In fact, the vast majority breaks no laws beyond visa violations, and crime along the border regions in three of the four Border States is lower than overall averages in those states. Nevertheless, fear of crime and terrorism have been used to justify turning the border into a war zone.

The proposed bill's greatest risk to human security is the plan to further militarize the border. It confuses unauthorized immigrants who otherwise are law-abiding with the few who bring violence and harm.

Enemies are perceived as those who are outside our moral boundaries and thus are entitled to suffer or to die.

The United States can do better. We can make our immigration practices humane, and we can train our border staff to enforce laws while treating lawbreakers humanely.
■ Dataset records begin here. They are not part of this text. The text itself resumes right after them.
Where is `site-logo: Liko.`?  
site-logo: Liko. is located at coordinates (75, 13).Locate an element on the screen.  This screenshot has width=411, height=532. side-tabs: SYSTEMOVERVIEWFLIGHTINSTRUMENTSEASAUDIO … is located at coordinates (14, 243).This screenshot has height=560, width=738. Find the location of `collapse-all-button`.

According to the Friends Committee on National Legislation, militarization does not focus on the crimes that endanger human security (drug crimes, human trafficking, abuse along the border), but on violations of unauthorized crossing.

Militarization benefits few apart from defense-related industries. It ignores the root causes of border crossings and preempts long-term solutions that are more effective and less costly.

Securing borders and ensuring the human rights of those who try to cross those borders need not be mutually exclusive. Our laws and policies and methods of enforcement (or lack of enforcement), bring harm and death. That is why immigration reform must address human security as well as border security.

Kathy French recently retired from Utah Valley University, where she taught for 17 years and conducted the Utah Peace Activist Oral History Project. She received the 2012 Gandhi Peace Award from the Utah Gandhi Alliance for Peace and now lives in Tucson, Ariz.